CS251 - Computer Organization and Design - Spring 2008
Lecture 28 - Hazards
Practical Details
- Assignment 7
- Read Chapter 6 in the textbook
Pipelining
We made each instruction into a sequence of phases
- instruction fetch, uses
- instruction decode and operand generation, uses
- register file
- ALU
- decode logic
- execute: split across instruction type
- R-type result computation
- M-type: address computation
- B-type: condition computation
uses
- memory access: M-type only, uses
- writeback to register: R-type, M-type, uses
For good pipelining
Make all phases of instruction execution the same length
- One instruction length
- exactly one memory access
- Few instruction formats
- fast instruction decode for operand access
- Restricted memory access
- at most twice (intruction once, data once) per instruction
Comparison
|
Single-cycle |
Multi-cycle |
Pipelined |
| Instruction types |
3 |
3 |
3 |
| Instruction lengths |
1 slow cycle |
3,4,5 fast cycles |
5 fast cycles |
| Instruction issue |
1 per cycle |
1 per weighted average |
1 per cycle |
| ALUs |
2 slow, 1 fast |
1 fast |
3 fast |
| Memories |
2 |
1 |
2 |
Read chapter 6.2, looking carefully at each diagram.
Control signals
The idea here is simple in principle, but complicated in practice.
If there are five instructions in the pipeline we need five sets of
control signals, one set for each instruction.
- The instruction in phase 1 needs to get phase 1 control signals
- Other instructions are generating phase 2 to 5 control signals
- The phase 2-5 control signals need to be kept away from the hardware
being used for phase 1
Hazards
Any condition that blocks the flow of instruction through the pipeline
Structural Hazards
Hardware prevents two phases from overlapping
- e.g. instruction fetch, memory access for single memory
- solution: extra hardware
This means that we are working with the hardware of the single-cycle
processor
- one ALU, two adders
- separate instruction and data memory
Draw synchronization blocks where phases end
- the hardware components may be single-cycle, but control is
multi-cycle.
| Drawing pipelines |
| 1. When we draw instruction execution in a pipeline the emphasis is
on the resources being used. Thus, we draw the resource being used in
each pipeline step.
2. You should notice something fishy: the register file is used in
the second and fifth phase of processing:
- in the second to get operands
- in the fifth to write back data.
Surely these phases cannot overlap.
3. The solution is to separate phases two and five into a early
and a late phase.
- Registers are accessed in the late part of phase 2
- Registers are accessed in the early part of phase 5.

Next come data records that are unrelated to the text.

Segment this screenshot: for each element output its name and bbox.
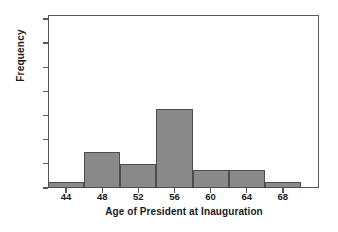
histogram-bar [84,152,120,188]
histogram-bar [193,170,229,188]
x-tick-label: 60 [196,191,226,202]
histogram-bar [229,170,265,188]
x-tick-label: 56 [159,191,189,202]
x-tick-label: 48 [87,191,117,202]
histogram-bar [265,182,301,188]
bars-layer [48,15,319,188]
histogram-chart: Frequency 1591317212529 44485256606468 A… [0,0,338,232]
x-tick-label: 64 [232,191,262,202]
x-tick-label: 52 [123,191,153,202]
histogram-bar [48,182,84,188]
y-axis-title: Frequency [15,0,26,121]
histogram-bar [120,164,156,188]
histogram-bar [156,109,192,188]
x-tick-label: 44 [51,191,81,202]
x-tick-label: 68 [268,191,298,202]
x-axis-title: Age of President at Inauguration [48,206,320,217]
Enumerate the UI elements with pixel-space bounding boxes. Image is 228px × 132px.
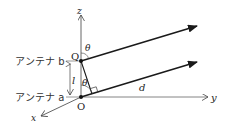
x-axis-label: x [31, 113, 36, 123]
antenna-b-label: アンテナ b [15, 56, 65, 67]
point-o-dot [79, 95, 83, 99]
point-o-label: O [77, 101, 85, 112]
length-l-label: l [72, 75, 75, 86]
point-q-label: Q [71, 51, 79, 62]
distance-d-label: d [139, 82, 145, 93]
theta-top-label: θ [85, 43, 91, 53]
antenna-diagram: アンテナ b アンテナ a Q O z y x θ θ l d [0, 0, 228, 132]
upper-ray-arrow [81, 26, 197, 61]
y-axis-label: y [210, 92, 217, 103]
point-q-dot [79, 59, 83, 63]
antenna-a-label: アンテナ a [15, 92, 64, 103]
theta-bottom-label: θ [82, 78, 88, 88]
z-axis-label: z [76, 6, 82, 16]
theta-arc-top [81, 53, 89, 59]
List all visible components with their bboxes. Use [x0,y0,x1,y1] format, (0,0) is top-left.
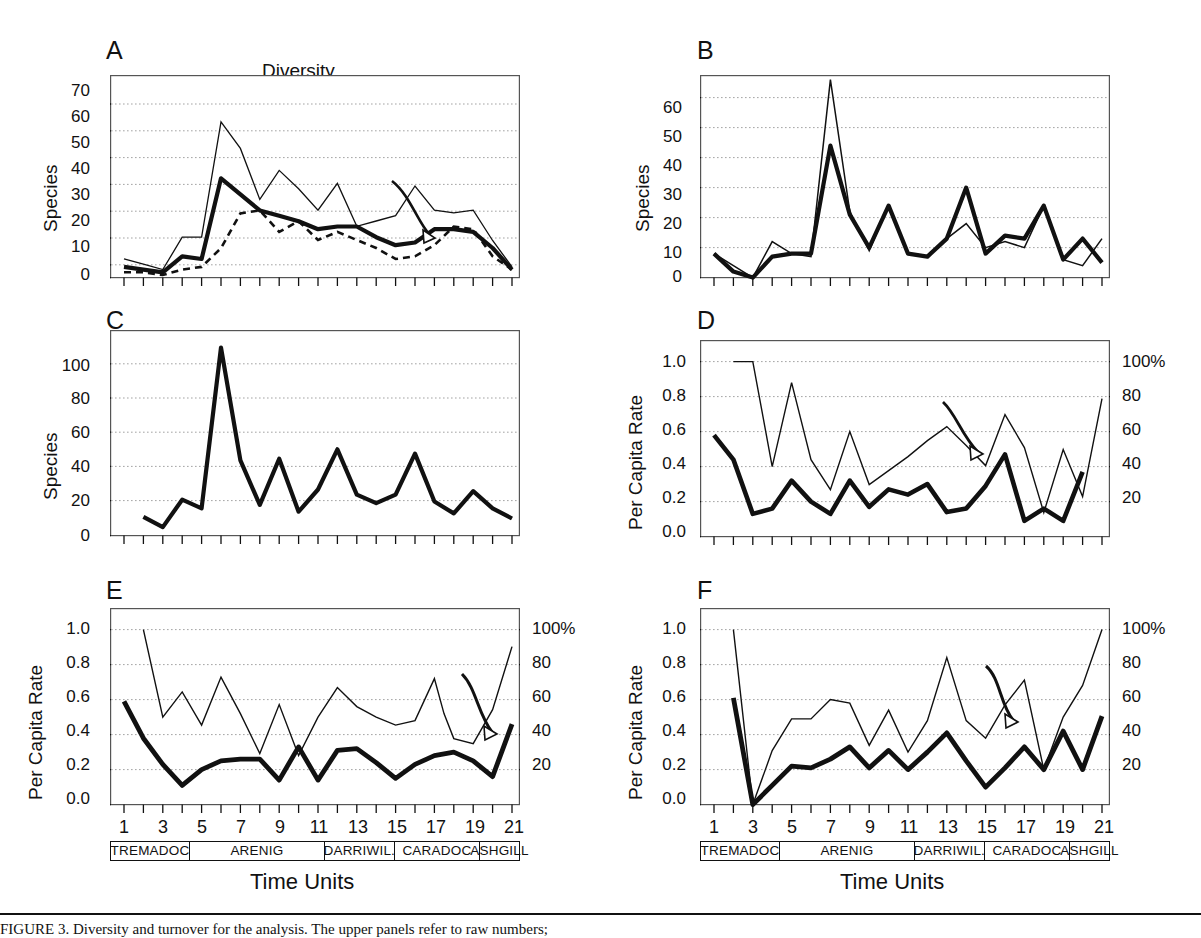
panel-a-ytick-50: 50 [46,134,90,151]
panel-e-xtick-11: 11 [299,818,339,836]
panel-f-stage-bar: TREMADOC ARENIG DARRIWIL. CARADOC ASHGIL… [700,841,1110,861]
panel-a-ytick-60: 60 [46,108,90,125]
panel-e-ytick-right-80: 80 [532,654,594,671]
panel-e-ytick-right-100: 100% [532,620,594,637]
panel-f-ytick-right-60: 60 [1122,688,1182,705]
panel-e-ytick-04: 0.4 [38,722,90,739]
panel-e-letter: E [106,578,123,603]
panel-b-ytick-50: 50 [638,128,682,145]
figure-caption: FIGURE 3. Diversity and turnover for the… [0,921,1201,938]
panel-e-stage-bar: TREMADOC ARENIG DARRIWIL. CARADOC ASHGIL… [110,841,520,861]
panel-f-ytick-00: 0.0 [638,790,686,807]
panel-e-xtick-9: 9 [260,818,300,836]
panel-e-xtick-13: 13 [338,818,378,836]
panel-d-ytick-1: 1.0 [638,353,686,370]
panel-d-ytick-right-80: 80 [1122,387,1182,404]
panel-d-ytick-00: 0.0 [638,523,686,540]
panel-e-ytick-06: 0.6 [38,688,90,705]
panel-d-ytick-08: 0.8 [638,387,686,404]
panel-e-x-axis-title: Time Units [250,869,354,895]
panel-e-ytick-1: 1.0 [38,620,90,637]
panel-f-x-axis-title: Time Units [840,869,944,895]
panel-d-ytick-right-20: 20 [1122,489,1182,506]
panel-d-letter: D [697,308,715,333]
panel-e-plot [110,608,520,814]
panel-d-xticks [714,537,1102,545]
panel-f-xtick-11: 11 [889,818,929,836]
panel-b-svg [700,75,1110,287]
panel-b-xticks [714,278,1102,286]
panel-c-xticks [124,536,512,544]
panel-a-plot [110,75,520,287]
panel-e-ytick-right-40: 40 [532,722,594,739]
figure-bottom-rule [0,913,1201,915]
panel-d-ytick-02: 0.2 [638,489,686,506]
panel-c-ytick-60: 60 [38,424,90,441]
panel-d-ytick-04: 0.4 [638,455,686,472]
panel-c-svg [110,330,520,546]
panel-f-xtick-5: 5 [772,818,812,836]
panel-d-svg [700,340,1110,546]
panel-e-xtick-21: 21 [494,818,534,836]
panel-a-svg [110,75,520,287]
panel-e-xtick-17: 17 [416,818,456,836]
panel-c-ytick-80: 80 [38,390,90,407]
panel-a-ytick-30: 30 [46,186,90,203]
panel-f-ytick-right-40: 40 [1122,722,1182,739]
panel-b-ytick-40: 40 [638,157,682,174]
panel-a-xticks [124,278,512,286]
panel-f-xtick-15: 15 [967,818,1007,836]
panel-f-plot [700,608,1110,814]
panel-a-letter: A [106,38,123,63]
panel-f-svg [700,608,1110,814]
panel-f-xtick-1: 1 [694,818,734,836]
panel-f-ytick-right-100: 100% [1122,620,1182,637]
panel-c-frame [111,331,520,536]
panel-e-xticks [124,805,512,813]
panel-f-ytick-02: 0.2 [638,756,686,773]
panel-e-xtick-19: 19 [455,818,495,836]
panel-a-ytick-20: 20 [46,212,90,229]
panel-a-ytick-10: 10 [46,238,90,255]
panel-a-ytick-40: 40 [46,160,90,177]
panel-b-plot [700,75,1110,287]
panel-f-ytick-1: 1.0 [638,620,686,637]
panel-f-xtick-17: 17 [1006,818,1046,836]
panel-e-xtick-1: 1 [104,818,144,836]
stage-caradoc: CARADOC [395,842,480,860]
panel-b-ytick-0: 0 [638,268,682,285]
panel-b-ytick-30: 30 [638,186,682,203]
stage-darriwil: DARRIWIL. [915,842,985,860]
panel-f-xtick-7: 7 [811,818,851,836]
panel-c-ytick-0: 0 [38,527,90,544]
panel-f-ytick-08: 0.8 [638,654,686,671]
stage-ashgill: ASHGILL [1070,842,1109,860]
panel-f-xtick-3: 3 [733,818,773,836]
panel-b-ytick-60: 60 [638,99,682,116]
panel-c-ytick-40: 40 [38,458,90,475]
stage-caradoc: CARADOC [985,842,1070,860]
stage-tremadoc: TREMADOC [111,842,190,860]
panel-f-ytick-right-80: 80 [1122,654,1182,671]
panel-b-letter: B [697,38,714,63]
panel-b-ytick-20: 20 [638,215,682,232]
panel-f-xticks [714,805,1102,813]
panel-e-svg [110,608,520,814]
panel-f-letter: F [697,578,712,603]
panel-c-ytick-20: 20 [38,492,90,509]
panel-d-ytick-06: 0.6 [638,421,686,438]
panel-c-ytick-100: 100 [38,357,90,374]
stage-tremadoc: TREMADOC [701,842,780,860]
panel-f-ytick-06: 0.6 [638,688,686,705]
panel-f-frame [701,609,1110,805]
panel-f-xtick-9: 9 [850,818,890,836]
stage-ashgill: ASHGILL [480,842,519,860]
panel-d-ytick-right-100: 100% [1122,353,1182,370]
panel-d-plot [700,340,1110,546]
panel-f-ytick-04: 0.4 [638,722,686,739]
panel-b-ytick-10: 10 [638,244,682,261]
panel-e-ytick-right-60: 60 [532,688,594,705]
panel-f-xtick-13: 13 [928,818,968,836]
stage-darriwil: DARRIWIL. [325,842,395,860]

4. In drawings the early and late phase are differentiated by
separating by drawing register use in only half the phase, as is done
for instruction memory, data memory and register file throughout
Chapter 6 of the textbook.
5. Note that the schematic registers (long horizontal rectangles)

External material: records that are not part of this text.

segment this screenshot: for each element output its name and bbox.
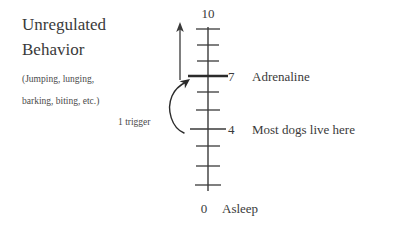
arousal-scale-diagram: Unregulated Behavior (Jumping, lunging, … — [0, 0, 414, 232]
label-level-10-number: 10 — [196, 6, 220, 22]
label-level-0-number: 0 — [192, 201, 216, 217]
label-level-4-text: Most dogs live here — [252, 122, 355, 138]
trigger-arrow-shaft — [170, 82, 186, 133]
trigger-arrow-head — [180, 79, 191, 88]
scale-drawing — [0, 0, 414, 232]
label-level-4-number: 4 — [228, 122, 235, 138]
label-level-0-text: Asleep — [222, 201, 258, 217]
label-level-7-text: Adrenaline — [252, 69, 310, 85]
label-level-7-number: 7 — [228, 69, 235, 85]
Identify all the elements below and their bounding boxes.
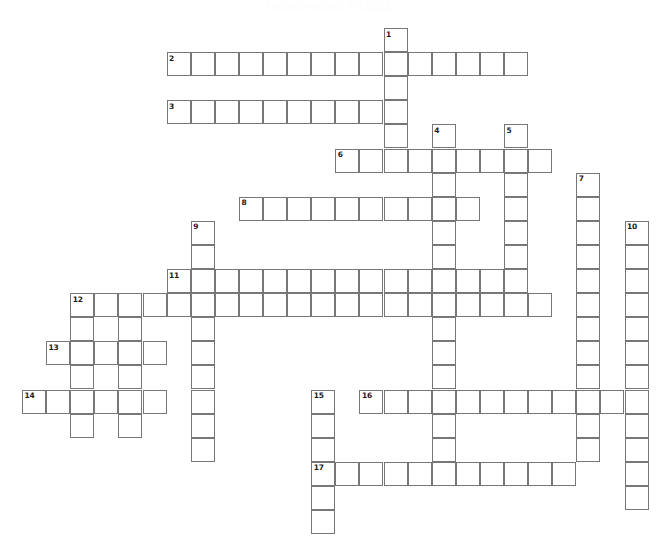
crossword-cell[interactable] xyxy=(335,52,359,76)
crossword-cell[interactable] xyxy=(504,390,528,414)
crossword-cell[interactable] xyxy=(46,390,70,414)
crossword-cell[interactable] xyxy=(408,149,432,173)
crossword-cell[interactable] xyxy=(239,269,263,293)
crossword-cell[interactable] xyxy=(432,173,456,197)
crossword-cell[interactable]: 16 xyxy=(359,390,383,414)
crossword-cell[interactable] xyxy=(287,293,311,317)
crossword-cell[interactable] xyxy=(480,293,504,317)
crossword-cell[interactable] xyxy=(143,293,167,317)
crossword-cell[interactable] xyxy=(287,269,311,293)
crossword-cell[interactable] xyxy=(480,462,504,486)
crossword-cell[interactable] xyxy=(94,341,118,365)
crossword-cell[interactable] xyxy=(432,317,456,341)
crossword-cell[interactable] xyxy=(552,390,576,414)
crossword-cell[interactable] xyxy=(456,293,480,317)
crossword-cell[interactable] xyxy=(456,462,480,486)
crossword-cell[interactable] xyxy=(118,414,142,438)
crossword-cell[interactable] xyxy=(576,438,600,462)
crossword-cell[interactable] xyxy=(311,486,335,510)
crossword-cell[interactable] xyxy=(408,269,432,293)
crossword-cell[interactable] xyxy=(191,100,215,124)
crossword-cell[interactable] xyxy=(359,462,383,486)
crossword-cell[interactable] xyxy=(576,414,600,438)
crossword-cell[interactable] xyxy=(359,269,383,293)
crossword-cell[interactable] xyxy=(456,269,480,293)
crossword-cell[interactable] xyxy=(384,149,408,173)
crossword-cell[interactable] xyxy=(263,293,287,317)
crossword-cell[interactable] xyxy=(432,245,456,269)
crossword-cell[interactable] xyxy=(384,390,408,414)
crossword-cell[interactable] xyxy=(118,341,142,365)
crossword-cell[interactable]: 2 xyxy=(167,52,191,76)
crossword-cell[interactable] xyxy=(215,52,239,76)
crossword-cell[interactable] xyxy=(311,510,335,534)
crossword-cell[interactable] xyxy=(576,390,600,414)
crossword-cell[interactable] xyxy=(335,462,359,486)
crossword-cell[interactable] xyxy=(504,173,528,197)
crossword-cell[interactable] xyxy=(528,390,552,414)
crossword-cell[interactable] xyxy=(432,390,456,414)
crossword-cell[interactable] xyxy=(576,317,600,341)
crossword-cell[interactable] xyxy=(480,390,504,414)
crossword-cell[interactable]: 11 xyxy=(167,269,191,293)
crossword-cell[interactable] xyxy=(335,100,359,124)
crossword-cell[interactable] xyxy=(408,197,432,221)
crossword-cell[interactable] xyxy=(239,293,263,317)
crossword-cell[interactable] xyxy=(432,52,456,76)
crossword-grid[interactable]: 1234567891011121314151617 xyxy=(0,0,659,540)
crossword-cell[interactable] xyxy=(480,52,504,76)
crossword-cell[interactable] xyxy=(263,100,287,124)
crossword-cell[interactable] xyxy=(311,293,335,317)
crossword-cell[interactable] xyxy=(94,390,118,414)
crossword-cell[interactable] xyxy=(263,197,287,221)
crossword-cell[interactable] xyxy=(504,269,528,293)
crossword-cell[interactable] xyxy=(215,269,239,293)
crossword-cell[interactable] xyxy=(239,100,263,124)
crossword-cell[interactable] xyxy=(167,293,191,317)
crossword-cell[interactable] xyxy=(384,197,408,221)
crossword-cell[interactable] xyxy=(625,462,649,486)
crossword-cell[interactable] xyxy=(432,269,456,293)
crossword-cell[interactable] xyxy=(384,462,408,486)
crossword-cell[interactable]: 9 xyxy=(191,221,215,245)
crossword-cell[interactable] xyxy=(625,341,649,365)
crossword-cell[interactable] xyxy=(576,245,600,269)
crossword-cell[interactable] xyxy=(191,414,215,438)
crossword-cell[interactable] xyxy=(432,197,456,221)
crossword-cell[interactable] xyxy=(191,365,215,389)
crossword-cell[interactable] xyxy=(456,197,480,221)
crossword-cell[interactable] xyxy=(70,365,94,389)
crossword-cell[interactable] xyxy=(359,100,383,124)
crossword-cell[interactable] xyxy=(70,317,94,341)
crossword-cell[interactable] xyxy=(215,293,239,317)
crossword-cell[interactable] xyxy=(287,52,311,76)
crossword-cell[interactable]: 14 xyxy=(22,390,46,414)
crossword-cell[interactable] xyxy=(287,197,311,221)
crossword-cell[interactable] xyxy=(480,269,504,293)
crossword-cell[interactable]: 12 xyxy=(70,293,94,317)
crossword-cell[interactable]: 17 xyxy=(311,462,335,486)
crossword-cell[interactable] xyxy=(311,414,335,438)
crossword-cell[interactable] xyxy=(504,221,528,245)
crossword-cell[interactable] xyxy=(625,365,649,389)
crossword-cell[interactable] xyxy=(432,365,456,389)
crossword-cell[interactable]: 6 xyxy=(335,149,359,173)
crossword-cell[interactable] xyxy=(143,390,167,414)
crossword-cell[interactable]: 4 xyxy=(432,124,456,148)
crossword-cell[interactable] xyxy=(408,390,432,414)
crossword-cell[interactable] xyxy=(311,269,335,293)
crossword-cell[interactable] xyxy=(576,365,600,389)
crossword-cell[interactable] xyxy=(191,269,215,293)
crossword-cell[interactable] xyxy=(191,245,215,269)
crossword-cell[interactable] xyxy=(432,462,456,486)
crossword-cell[interactable] xyxy=(359,52,383,76)
crossword-cell[interactable] xyxy=(191,390,215,414)
crossword-cell[interactable] xyxy=(625,269,649,293)
crossword-cell[interactable] xyxy=(335,269,359,293)
crossword-cell[interactable] xyxy=(191,52,215,76)
crossword-cell[interactable] xyxy=(118,317,142,341)
crossword-cell[interactable] xyxy=(215,100,239,124)
crossword-cell[interactable]: 8 xyxy=(239,197,263,221)
crossword-cell[interactable] xyxy=(384,293,408,317)
crossword-cell[interactable] xyxy=(456,52,480,76)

are highlighted on the left side when they are accepting data from
the previous phase, and on the right side when they are providing
stabilized data to the next phase.
|
Control Hazards
Don't know PC in time for next instruction fetch
Possible solutions
- Stall
- PC can be known during the second phase of conditional branch
instructions.
- Skip one instruction dispatch
- Dispatch instruction calculated in the second phase of the previous
instruction
- Test is done by extra hardware that operates immediately on
register file outputs.
- Delayed branch
- Find an instruction on which the branch result does not depend
- Put it into the spare instruction slot.

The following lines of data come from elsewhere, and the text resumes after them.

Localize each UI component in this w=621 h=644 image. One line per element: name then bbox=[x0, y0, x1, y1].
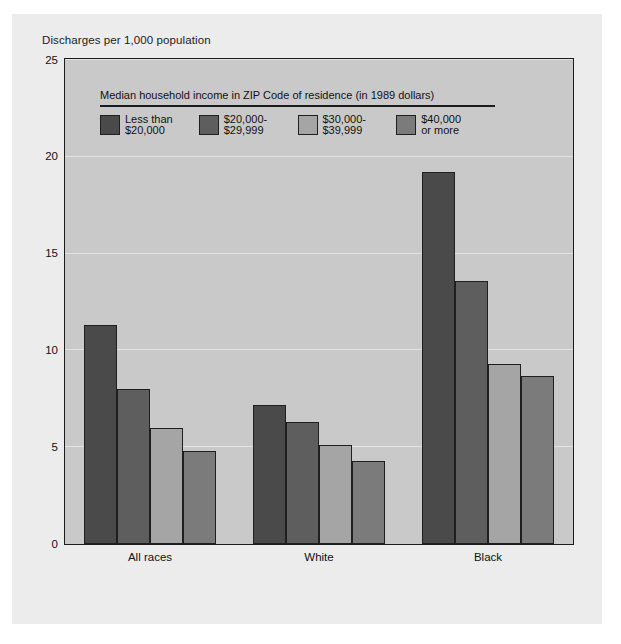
legend-item-label: $30,000- $39,999 bbox=[323, 114, 366, 137]
y-tick-label: 20 bbox=[18, 150, 58, 162]
legend-swatch bbox=[100, 115, 120, 135]
legend-swatch bbox=[298, 115, 318, 135]
legend-swatch bbox=[396, 115, 416, 135]
legend-item: Less than $20,000 bbox=[100, 114, 199, 137]
legend-item: $40,000 or more bbox=[396, 114, 495, 137]
y-tick-label: 15 bbox=[18, 247, 58, 259]
axis-title: Discharges per 1,000 population bbox=[42, 34, 211, 46]
y-tick-label: 25 bbox=[18, 54, 58, 66]
legend-item-label: $40,000 or more bbox=[421, 114, 461, 137]
y-tick-label: 10 bbox=[18, 344, 58, 356]
bar bbox=[183, 451, 216, 544]
x-axis-labels: All racesWhiteBlack bbox=[64, 551, 574, 573]
bar bbox=[117, 389, 150, 544]
bar bbox=[150, 428, 183, 544]
x-tick-label: White bbox=[304, 551, 333, 563]
y-axis: 0510152025 bbox=[12, 58, 58, 545]
bar bbox=[286, 422, 319, 544]
bar bbox=[521, 376, 554, 544]
bar bbox=[488, 364, 521, 544]
x-tick-label: All races bbox=[128, 551, 172, 563]
legend-item-label: Less than $20,000 bbox=[125, 114, 173, 137]
legend-item: $20,000- $29,999 bbox=[199, 114, 298, 137]
plot-area: Median household income in ZIP Code of r… bbox=[64, 58, 574, 545]
bar bbox=[84, 325, 117, 544]
bar bbox=[455, 281, 488, 544]
legend-item-label: $20,000- $29,999 bbox=[224, 114, 267, 137]
legend-item: $30,000- $39,999 bbox=[298, 114, 397, 137]
legend: Median household income in ZIP Code of r… bbox=[100, 89, 495, 137]
bar bbox=[352, 461, 385, 544]
y-tick-label: 5 bbox=[18, 441, 58, 453]
legend-swatch bbox=[199, 115, 219, 135]
legend-items: Less than $20,000$20,000- $29,999$30,000… bbox=[100, 107, 495, 137]
legend-title: Median household income in ZIP Code of r… bbox=[100, 89, 495, 105]
x-tick-label: Black bbox=[474, 551, 502, 563]
bar bbox=[319, 445, 352, 544]
bar bbox=[422, 172, 455, 544]
y-tick-label: 0 bbox=[18, 538, 58, 550]
figure-panel: Discharges per 1,000 population 05101520… bbox=[12, 14, 602, 624]
bar bbox=[253, 405, 286, 544]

- Otherwise put a NOP there, which is the same as a stall..
- Static branch prediction
- Assume branch not taken
- Start the next instruction(s)
- If the branch is taken,
- Stop the instruction(s) before writeback
- Dynamic branch prediction
- One-bit prediction
- do what you did last time
- correct 80% of the time
- Two-bit prediction
- only change what you do if you do the opposite two times in a
row.
- correct 90% of the time.
Data Hazards
Result of one instruction needed in the next one.